Published online by Cambridge University Press: 23 January 2024
This book does two things: it introduces the field of science and technology studies (STS) and discusses science and democracy through an STS approach. This double aim of the book means the book is an introduction to STS with a specific focus.
STS is a lively international and interdisciplinary research field. Despite the heterogeneity of STS as a research field, scholars within STS share some common theoretical grounds. What holds STS together is an understanding of knowledge, especially scientific knowledge, as practice in which actors’ interpretations, judgments, and actions lead to results that can be perceived as robust and true knowledge. The authority of knowledge, or truth, is not something that exists from the beginning, but is the result of processes in which many actors participate. It is these processes of emergence that are of interest to all STS researchers.
The research field has several roots, both academic and more social and political. Academically, the scientific theoretical discussion in the wake of Thomas Kuhn's book The Structure of Scientific Revolutions (published in 1962, with an important second edition in 1970) has been central.
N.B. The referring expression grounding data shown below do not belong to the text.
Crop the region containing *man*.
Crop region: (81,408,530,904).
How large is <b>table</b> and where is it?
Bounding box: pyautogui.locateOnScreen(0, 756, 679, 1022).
Questions about paradigms, paradigm conflicts and paradigm changes have had great significance outside the world of research as well. These debates led to a return to the classical sociology of knowledge, which was an important part of the emergence of sociology at the turn of the last century and whose tools could now be used with new energy to understand not only religious beliefs, political ideologies and everyday knowledge (folk beliefs) but also scientific knowledge. Scientific knowledge is not dramatically different from other forms of knowledge, and it can be sociologically understood in the same way: as anchored in a particular context, shaped by time and place, and by different interests and actor strategies. But despite these similarities, scientific knowledge can also be very different from other forms of knowledge.
In this book, we take as our starting point the principle that legitimizes science in modern society and makes it different from other knowledge forms, and this principle is also what science and democracy have in common. The principle shared by science and democracy is that their authority is not gained through violence. Rather their authority is based on the principle that they can always be questioned and revised.